Your Shopify theme is the bottleneck. It controls your page speed, your rendering pipeline, and what agent crawlers see when they visit your store. Running Shopify headless means keeping Shopify for what it does best: inventory, checkout, and payments, while replacing the frontend with something you fully control.
The Architecture Split
In a traditional Shopify setup, the storefront and backend are tightly coupled. Shopify's Liquid templating engine renders every page, and you work within its constraints. Going headless means decoupling those two layers so that Shopify becomes a pure commerce backend. A separate frontend application handles the storefront, pulling data through Shopify's Storefront API[1].
Why Brands Go Headless
- Performance: Liquid themes render on Shopify's infrastructure with limited control over caching and code splitting. A headless frontend gives you full control over streaming SSR, edge caching, and selective hydration.
- Core Web Vitals: You can optimize LCP, CLS, and INP at every level of the stack.
- Agent discoverability: Server-rendering all product data ensures that agent crawlers can read it. You can add JSON-LD structured data per product and publish an llms.txt file.
- Frontend flexibility: Use any framework, any component library, and build any experience you need.
How It Works
The architecture has three layers: Shopify Admin for products, inventory, and orders; the Storefront API as a GraphQL bridge[1]; and your custom frontend built with Next.js or Hydrogen[2]. The Admin layer stays exactly as it is. Your frontend queries the Storefront API for product data, cart state, and customer information, then renders the pages however you choose.
Performance Impact
Well-built headless storefronts routinely score 90+ on Lighthouse because you control the entire rendering pipeline[3]. There is no theme JavaScript bundle fighting with Shopify's app scripts and no Liquid rendering bottleneck. You choose the framework, the bundler, and the caching strategy, which means you can apply techniques like edge caching and selective hydration that are impossible within the theme system.
Agent Discoverability Impact
With headless, you control exactly what agents see: fully server-rendered HTML, JSON-LD per product, llms.txt, clean semantic markup, and full catalog exposure. Agents visiting a headless store with proper structured data can extract product information in a single pass. There is no client-side rendering wall blocking access, so every product page is readable the moment a crawler fetches it.
Trade-offs
Going headless introduces real costs that should factor into your decision:
- You are building and maintaining a separate frontend, which requires dedicated engineering capacity.

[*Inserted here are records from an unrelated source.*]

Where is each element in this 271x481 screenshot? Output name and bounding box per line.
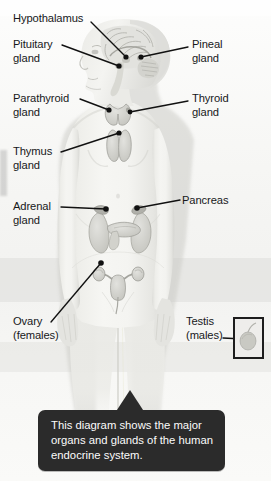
leader-parathyroid bbox=[80, 99, 109, 110]
caption-text: This diagram shows the major organs and … bbox=[51, 418, 217, 464]
leader-pancreas bbox=[137, 200, 180, 208]
testis-organ bbox=[235, 319, 262, 357]
leader-hypothalamus bbox=[91, 22, 126, 57]
leader-thymus bbox=[61, 133, 119, 152]
label-pineal-gland: Pineal gland bbox=[192, 38, 223, 65]
leader-pineal bbox=[141, 47, 188, 57]
label-testis: Testis (males) bbox=[186, 315, 223, 342]
leader-pituitary bbox=[62, 45, 119, 66]
testis-inset-box bbox=[233, 317, 264, 359]
label-pancreas: Pancreas bbox=[182, 194, 228, 208]
label-ovary: Ovary (females) bbox=[13, 315, 59, 342]
caption-callout: This diagram shows the major organs and … bbox=[38, 410, 225, 471]
leader-adrenal bbox=[61, 207, 106, 209]
leader-thyroid bbox=[130, 101, 188, 112]
label-hypothalamus: Hypothalamus bbox=[13, 12, 83, 26]
label-thyroid-gland: Thyroid gland bbox=[192, 92, 229, 119]
label-parathyroid-gland: Parathyroid gland bbox=[13, 92, 69, 119]
label-adrenal-gland: Adrenal gland bbox=[13, 200, 51, 227]
endocrine-system-diagram: Hypothalamus Pituitary gland Pineal glan… bbox=[0, 0, 271, 481]
leader-ovary bbox=[51, 263, 101, 322]
label-thymus-gland: Thymus gland bbox=[13, 145, 52, 172]
label-pituitary-gland: Pituitary gland bbox=[13, 38, 53, 65]
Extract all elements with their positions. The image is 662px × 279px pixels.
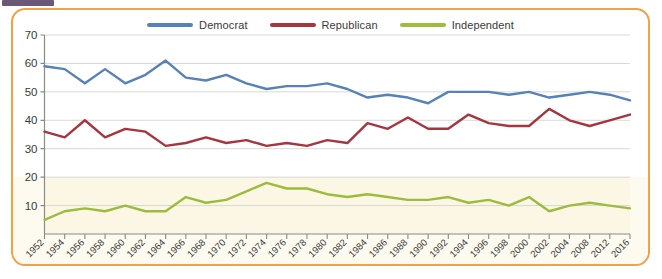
y-axis-label: 10 xyxy=(25,200,38,212)
cropped-banner-fragment xyxy=(2,0,54,6)
y-axis-label: 40 xyxy=(25,114,38,126)
plot-background xyxy=(13,35,650,266)
line-chart-svg: 10203040506070 1952195419561958196019621… xyxy=(13,10,650,266)
y-axis-label: 50 xyxy=(25,86,38,98)
y-axis-label: 60 xyxy=(25,57,38,69)
y-axis-label: 70 xyxy=(25,29,38,41)
y-axis-label: 30 xyxy=(25,143,38,155)
plot-area: 10203040506070 1952195419561958196019621… xyxy=(13,10,650,266)
y-axis-label: 20 xyxy=(25,171,38,183)
chart-card: Democrat Republican Independent 10203040… xyxy=(11,8,650,266)
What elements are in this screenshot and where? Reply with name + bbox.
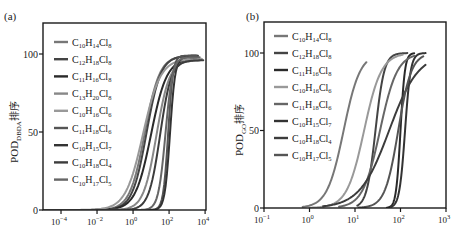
x-tick-label: 100 (301, 213, 313, 225)
y-tick-label: 0 (33, 205, 38, 216)
legend: C10H14Cl8C12H18Cl8C11H16Cl8C13H20Cl8C10H… (54, 37, 112, 187)
y-tick-label: 50 (28, 127, 38, 138)
legend-label: C10H17Cl5 (292, 150, 332, 163)
x-tick-label: 102 (161, 215, 173, 227)
legend-label: C10H14Cl8 (72, 37, 112, 50)
x-tick-label: 103 (438, 213, 450, 225)
legend-label: C10H14Cl8 (292, 31, 332, 44)
x-tick-label: 101 (347, 213, 359, 225)
legend-label: C12H18Cl8 (72, 54, 112, 66)
curve-C10H16Cl6 (43, 59, 202, 210)
y-tick-label: 50 (249, 125, 259, 136)
curve-C10H18Cl4 (43, 60, 203, 210)
legend-label: C11H16Cl8 (72, 71, 111, 84)
legend-label: C11H16Cl8 (292, 65, 331, 78)
legend-label: C10H17Cl5 (72, 174, 112, 187)
legend-label: C10H15Cl7 (292, 116, 332, 129)
curves (43, 56, 203, 210)
plot-frame (43, 23, 206, 210)
chart-panel-a: (a)05010010−410−2100102104PODDBDA排序C10H1… (4, 10, 210, 227)
panel-label: (b) (246, 10, 259, 23)
legend-label: C10H15Cl7 (72, 140, 112, 153)
legend-label: C10H18Cl4 (72, 157, 112, 170)
y-axis-label: PODDBDA排序 (8, 101, 23, 163)
curve-C13H20Cl8 (43, 60, 200, 210)
legend-label: C11H18Cl6 (292, 99, 332, 112)
x-tick-label: 10−1 (254, 213, 270, 225)
x-tick-label: 100 (125, 215, 137, 227)
legend-label: C10H16Cl6 (72, 105, 112, 118)
legend: C10H14Cl8C12H18Cl8C11H16Cl8C10H16Cl6C11H… (274, 31, 332, 163)
legend-label: C12H18Cl8 (292, 48, 332, 61)
y-tick-label: 0 (254, 203, 259, 214)
curves (303, 53, 426, 208)
y-axis-label: PODGO排序 (233, 104, 248, 156)
curve-C10H15Cl7 (43, 57, 198, 210)
curve-C11H18Cl6 (43, 56, 196, 210)
curve-C10H17Cl5 (43, 57, 200, 210)
legend-label: C10H16Cl6 (292, 82, 332, 95)
chart-canvas: (a)05010010−410−2100102104PODDBDA排序C10H1… (0, 0, 461, 237)
curve-C11H16Cl8 (43, 59, 202, 210)
y-tick-label: 100 (244, 48, 259, 59)
legend-label: C10H18Cl4 (292, 133, 332, 146)
x-tick-label: 10−2 (87, 215, 103, 227)
y-tick-label: 100 (23, 49, 38, 60)
x-tick-label: 102 (392, 213, 404, 225)
panel-label: (a) (4, 10, 17, 23)
chart-panel-b: (b)05010010−1100101102103PODGO排序C10H14Cl… (233, 10, 450, 225)
legend-label: C11H18Cl6 (72, 123, 112, 136)
legend-label: C13H20Cl8 (72, 88, 112, 101)
x-tick-label: 10−4 (51, 215, 68, 227)
x-tick-label: 104 (197, 215, 210, 227)
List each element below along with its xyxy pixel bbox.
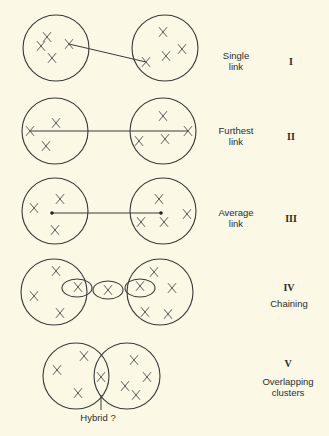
centroid-dot bbox=[50, 211, 54, 215]
cluster-circle bbox=[94, 343, 160, 409]
data-point-x-icon bbox=[97, 372, 105, 382]
panel-title-line: link bbox=[219, 136, 254, 147]
data-point-x-icon bbox=[159, 111, 167, 121]
data-point-x-icon bbox=[143, 372, 151, 382]
data-point-x-icon bbox=[52, 266, 60, 276]
cluster-circle bbox=[130, 178, 196, 244]
data-point-x-icon bbox=[162, 51, 170, 61]
data-point-x-icon bbox=[74, 388, 82, 398]
hybrid-annotation: Hybrid ? bbox=[80, 412, 115, 423]
data-point-x-icon bbox=[121, 381, 129, 391]
panel-title: Overlappingclusters bbox=[262, 376, 313, 398]
panel-title-line: link bbox=[223, 61, 249, 72]
data-point-x-icon bbox=[53, 365, 61, 375]
data-point-x-icon bbox=[56, 308, 64, 318]
data-point-x-icon bbox=[159, 27, 167, 37]
link-line bbox=[69, 44, 146, 62]
panel-I bbox=[23, 15, 198, 81]
panel-numeral: I bbox=[289, 56, 293, 67]
data-point-x-icon bbox=[178, 44, 186, 54]
panel-III bbox=[22, 178, 196, 244]
data-point-x-icon bbox=[183, 209, 191, 219]
cluster-circle bbox=[127, 259, 193, 325]
data-point-x-icon bbox=[168, 283, 176, 293]
data-point-x-icon bbox=[164, 309, 172, 319]
data-point-x-icon bbox=[52, 118, 60, 128]
data-point-x-icon bbox=[30, 291, 38, 301]
panel-title-line: link bbox=[218, 218, 253, 229]
clustering-linkage-diagram: ISinglelinkIIFurthestlinkIIIAveragelinkI… bbox=[0, 0, 329, 436]
data-point-x-icon bbox=[74, 282, 82, 292]
data-point-x-icon bbox=[65, 39, 73, 49]
panel-numeral: IV bbox=[283, 282, 294, 293]
data-point-x-icon bbox=[137, 217, 145, 227]
data-point-x-icon bbox=[56, 194, 64, 204]
panel-numeral: II bbox=[287, 131, 295, 142]
panel-title-line: clusters bbox=[262, 387, 313, 398]
data-point-x-icon bbox=[80, 351, 88, 361]
data-point-x-icon bbox=[132, 390, 140, 400]
panel-title: Singlelink bbox=[223, 50, 249, 72]
data-point-x-icon bbox=[42, 141, 50, 151]
panel-V bbox=[43, 343, 160, 410]
data-point-x-icon bbox=[155, 194, 163, 204]
data-point-x-icon bbox=[160, 217, 168, 227]
data-point-x-icon bbox=[130, 355, 138, 365]
data-point-x-icon bbox=[136, 281, 144, 291]
data-point-x-icon bbox=[161, 134, 169, 144]
data-point-x-icon bbox=[51, 225, 59, 235]
panel-numeral: III bbox=[285, 213, 297, 224]
panel-title-line: Overlapping bbox=[262, 376, 313, 387]
panel-title-line: Single bbox=[223, 50, 249, 61]
data-point-x-icon bbox=[141, 307, 149, 317]
data-point-x-icon bbox=[142, 57, 150, 67]
panel-title: Furthestlink bbox=[219, 125, 254, 147]
cluster-circle bbox=[23, 15, 89, 81]
data-point-x-icon bbox=[48, 53, 56, 63]
centroid-dot bbox=[159, 211, 163, 215]
panel-title: Averagelink bbox=[218, 207, 253, 229]
data-point-x-icon bbox=[43, 32, 51, 42]
data-point-x-icon bbox=[150, 267, 158, 277]
diagram-canvas bbox=[0, 0, 329, 436]
chain-ellipse bbox=[125, 279, 155, 297]
panel-title-line: Furthest bbox=[219, 125, 254, 136]
cluster-circle bbox=[43, 343, 109, 409]
panel-numeral: V bbox=[284, 358, 291, 369]
data-point-x-icon bbox=[37, 41, 45, 51]
panel-title: Chaining bbox=[270, 298, 308, 309]
panel-title-line: Average bbox=[218, 207, 253, 218]
panel-II bbox=[22, 98, 196, 164]
data-point-x-icon bbox=[135, 136, 143, 146]
panel-title-line: Chaining bbox=[270, 298, 308, 309]
cluster-circle bbox=[132, 15, 198, 81]
data-point-x-icon bbox=[30, 203, 38, 213]
panel-IV bbox=[21, 259, 193, 325]
data-point-x-icon bbox=[104, 285, 112, 295]
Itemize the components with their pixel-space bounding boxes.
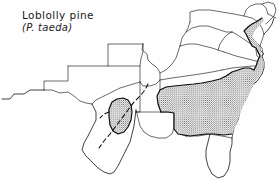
coastline-new-jersey bbox=[264, 18, 274, 34]
state-border-new-england bbox=[262, 2, 276, 24]
range-boundary-disjunct-link bbox=[100, 112, 109, 118]
range-boundary-western-approximate bbox=[99, 84, 148, 148]
state-border-kentucky-north bbox=[180, 44, 224, 52]
species-scientific-name: (P. taeda) bbox=[22, 22, 94, 35]
state-border-florida bbox=[206, 134, 232, 178]
state-border-west-virginia bbox=[218, 32, 232, 50]
state-border-texas bbox=[2, 90, 44, 99]
state-border-kansas bbox=[108, 44, 143, 66]
range-main-block bbox=[157, 31, 264, 136]
range-map-figure: Loblolly pine (P. taeda) bbox=[0, 0, 279, 182]
state-border-kentucky-south bbox=[160, 70, 222, 80]
state-border-louisiana-coast bbox=[136, 110, 174, 138]
range-fill-layer bbox=[109, 18, 264, 136]
state-border-oklahoma bbox=[44, 66, 68, 90]
range-atlantic-coastal-strip bbox=[244, 18, 264, 42]
state-border-missouri-west bbox=[140, 44, 143, 82]
state-border-new-york bbox=[244, 4, 268, 16]
state-border-illinois bbox=[160, 46, 180, 73]
state-border-connecticut bbox=[268, 14, 276, 18]
species-common-name: Loblolly pine bbox=[22, 9, 94, 22]
state-border-red-river bbox=[44, 90, 92, 104]
figure-caption: Loblolly pine (P. taeda) bbox=[22, 9, 94, 35]
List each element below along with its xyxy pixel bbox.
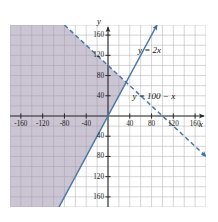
x-axis-label: x xyxy=(199,119,203,129)
line-label-y-equals-2x: y = 2x xyxy=(138,45,161,55)
y-tick-label: 80 xyxy=(97,152,104,160)
x-tick-label: -40 xyxy=(81,120,91,128)
x-tick-label: -120 xyxy=(36,120,49,128)
y-tick-label: 80 xyxy=(97,72,104,80)
y-tick-label: 160 xyxy=(93,31,104,39)
x-tick-label: 80 xyxy=(148,120,155,128)
x-tick-label: 120 xyxy=(168,120,179,128)
y-tick-label: 160 xyxy=(93,193,104,201)
x-tick-label: -80 xyxy=(60,120,70,128)
plot-area: -160-120-80-4040801201601601208040408012… xyxy=(10,25,206,207)
y-tick-label: 120 xyxy=(93,51,104,59)
graph-figure: -160-120-80-4040801201601601208040408012… xyxy=(0,0,218,222)
line-label-y-equals-100-minus-x: y = 100 − x xyxy=(133,91,176,101)
y-tick-label: 40 xyxy=(97,132,104,140)
y-tick-label: 40 xyxy=(97,92,104,100)
y-tick-label: 120 xyxy=(93,173,104,181)
x-tick-label: 40 xyxy=(126,120,133,128)
y-axis-label: y xyxy=(97,16,101,26)
x-tick-label: -160 xyxy=(14,120,27,128)
plot-lines xyxy=(10,25,206,207)
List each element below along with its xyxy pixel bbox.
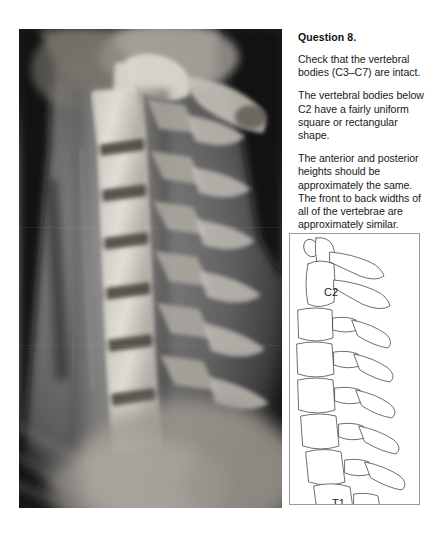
c7-body	[306, 450, 345, 486]
cervical-spine-line-diagram: C2 T1	[289, 233, 420, 505]
c5-spinous-process	[356, 390, 395, 418]
c3-body	[298, 308, 333, 341]
t1-pedicle	[354, 493, 380, 504]
xray-render	[19, 29, 282, 508]
label-c2: C2	[324, 286, 338, 298]
c4-spinous-process	[354, 354, 393, 382]
c4-body	[297, 342, 334, 377]
c6-spinous-process	[359, 426, 399, 454]
figure-page: Question 8. Check that the vertebral bod…	[0, 0, 444, 533]
question-paragraph-1: Check that the vertebral bodies (C3–C7) …	[298, 53, 424, 79]
c7-spinous-process	[365, 462, 405, 490]
label-t1: T1	[332, 497, 345, 504]
question-paragraph-3: The anterior and posterior heights shoul…	[298, 152, 424, 231]
c3-spinous-process	[352, 320, 391, 348]
question-paragraph-2: The vertebral bodies below C2 have a fai…	[298, 89, 424, 142]
c6-body	[301, 414, 339, 449]
question-text-column: Question 8. Check that the vertebral bod…	[298, 31, 424, 241]
lateral-cervical-spine-radiograph	[19, 29, 282, 508]
c2-body	[306, 261, 335, 307]
question-heading: Question 8.	[298, 31, 424, 44]
c2-spinous-process	[334, 280, 390, 309]
cervical-spine-drawing: C2 T1	[290, 234, 419, 504]
c5-body	[298, 378, 335, 413]
c1-posterior-arch	[330, 252, 384, 279]
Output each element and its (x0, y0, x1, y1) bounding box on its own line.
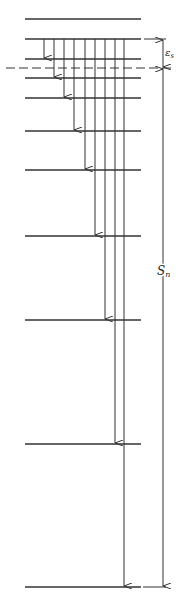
labels: εs Sn (157, 47, 174, 279)
epsilon-label: εs (165, 47, 174, 60)
energy-level-diagram: εs Sn (0, 0, 180, 602)
s-n-label: Sn (157, 264, 170, 279)
transition-arrows (44, 39, 124, 586)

- You lose access to the Shopify theme ecosystem and its library of ready-made templates.
- Checkout still lives on Shopify, so you need to manage the handoff carefully via Checkout Extensions[4].
- Many Shopify apps assume a Liquid storefront and may need API-based alternatives.
- Shopify API versions evolve on a regular cadence, and your frontend must keep up.
When to Go Headless vs Stay on Themes
Stay on themes if you have a small catalog, no frontend engineering team, an early-stage business, or adequate performance with your current setup.
Go headless if conversion rates are performance-sensitive, agent visibility matters to your growth strategy, your catalog exceeds 1,000 products, you have frontend engineering capacity, or you need experiences that themes cannot support.
How Site Scanner Helps
Site Scanner audits the exact metrics that headless is designed to improve. Scan your current store to establish a baseline before migrating, then scan again afterward to measure the difference.